Rosenhan (1973) - used DSM II
Aim - to investigate whether psychiatrists in a naturalistic setting could tell the difference between sane and insane people
Procedure:
1) 8 mentally healthy subjects checked themselves into mental hospitals
2) during interview with psychiatrist they claimed to hear voices in their head that said words like “empty” and “thud”
3) Were only told to lie about this nothing else
4) Upon admission, they acted normally and reported that voices had stopped, sought to leave, wrote down observations secretly
Results:
- 7/8 patients admitted for diagnosis of schizophrenia
- when discharged, all diagnosed with “schizophrenia in remission”
- took patients on average 19 days to get out of hospital by their own means (7-52)

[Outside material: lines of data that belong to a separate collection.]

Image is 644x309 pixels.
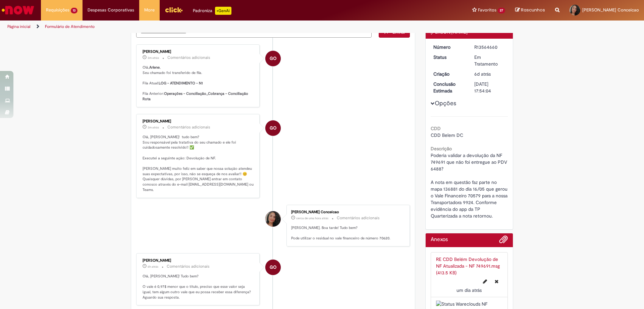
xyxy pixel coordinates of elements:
[165,4,183,15] img: click_logo_yellow_360x200.png
[265,260,281,275] div: undefined Online
[474,71,491,77] span: 6d atrás
[265,51,281,66] div: undefined Online
[46,7,70,13] span: Requisições
[457,286,481,293] time: 29/09/2025 15:42:23
[431,152,509,219] span: Poderia validar a devolução da NF 749691 que não foi entregue ao PDV 6488? A nota em questão faz ...
[474,44,505,50] div: R13564660
[147,56,159,60] time: 30/09/2025 15:40:14
[474,81,505,94] div: [DATE] 17:54:04
[168,124,211,130] small: Comentários adicionais
[142,119,254,124] div: [PERSON_NAME]
[337,215,380,220] small: Comentários adicionais
[431,145,452,151] b: Descrição
[474,71,505,77] div: 24/09/2025 18:18:15
[296,216,328,220] time: 30/09/2025 14:47:42
[88,7,134,13] span: Despesas Corporativas
[428,44,470,50] dt: Número
[436,256,500,276] a: RE CDD Belém Devolução de NF Atualizada - NF 749691.msg (413.5 KB)
[5,20,424,33] ul: Trilhas de página
[515,7,545,13] a: Rascunhos
[491,276,502,286] button: Excluir RE CDD Belém Devolução de NF Atualizada - NF 749691.msg
[45,24,94,29] a: Formulário de Atendimento
[474,54,505,67] div: Em Tratamento
[428,71,470,77] dt: Criação
[291,210,403,214] div: [PERSON_NAME] Conceicao
[582,7,639,13] span: [PERSON_NAME] Conceicao
[147,265,158,268] time: 30/09/2025 09:45:43
[265,211,281,226] div: Arlene Cabral Conceicao
[428,54,470,60] dt: Status
[521,7,545,13] span: Rascunhos
[291,225,403,241] p: [PERSON_NAME]. Boa tarde! Tudo bem? Pode utilizar o residual no vale financeiro de número 70620.
[168,55,211,60] small: Comentários adicionais
[428,81,470,94] dt: Conclusão Estimada
[431,125,441,132] b: CDD
[142,273,254,300] p: Olá, [PERSON_NAME]! Tudo bem? O vale é 0,97$ menor que o título, preciso que esse valor seja igua...
[497,8,505,13] span: 27
[474,71,491,77] time: 24/09/2025 18:18:15
[269,50,277,66] span: GO
[431,236,448,243] h2: Anexos
[269,120,277,136] span: GO
[457,286,481,293] span: um dia atrás
[193,7,232,15] div: Padroniza
[265,120,281,136] div: undefined Online
[142,91,249,102] b: Operações - Conciliação_Cobrança - Conciliação Rota
[147,125,159,129] span: 3m atrás
[158,81,203,86] b: LOG - ATENDIMENTO - N1
[392,29,405,35] span: Enviar
[296,216,328,220] span: cerca de uma hora atrás
[70,8,78,13] span: 13
[215,7,232,15] p: +GenAi
[479,276,491,286] button: Editar nome de arquivo RE CDD Belém Devolução de NF Atualizada - NF 749691.msg
[142,258,254,262] div: [PERSON_NAME]
[167,263,210,269] small: Comentários adicionais
[150,65,160,70] b: Arlene
[147,125,159,129] time: 30/09/2025 15:40:08
[142,49,254,54] div: [PERSON_NAME]
[142,135,254,193] p: Olá, [PERSON_NAME]! tudo bem? Sou responsável pela tratativa do seu chamado e ele foi cuidadosame...
[478,7,497,13] span: Favoritos
[142,65,254,102] p: Olá, , Seu chamado foi transferido de fila. Fila Atual: Fila Anterior:
[7,24,30,29] a: Página inicial
[1,4,36,17] img: ServiceNow
[144,7,155,13] span: More
[147,265,158,268] span: 6h atrás
[431,132,463,138] span: CDD Belem DC
[147,56,159,60] span: 3m atrás
[269,259,277,275] span: GO
[499,235,508,247] button: Adicionar anexos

- none of the staff suspected they were healthy
- normal behavior often misinterpreted as symptom of disorder
- staff of avg spent 7min a day with patient, largely ignored
Conclusion - psychiatrists lack ability to distinguish mental disorder from sanity, questions validity of diagnoses
explained by labelling (anchoring effect + confirmation bias)
Validity
Reliability
Nicholls et al (2000)
Results:
- When the practitioners used ICD-10, inter-rater reliability was only 0.357
- 0.636 when they used DSM-IV
- 0.879 for the GOS system.
- shows that the GOS system is more reliable than either of the other two.
Conclusion
- researchers suggest that the success of the GOS system is because it is specifically designed for use with young children.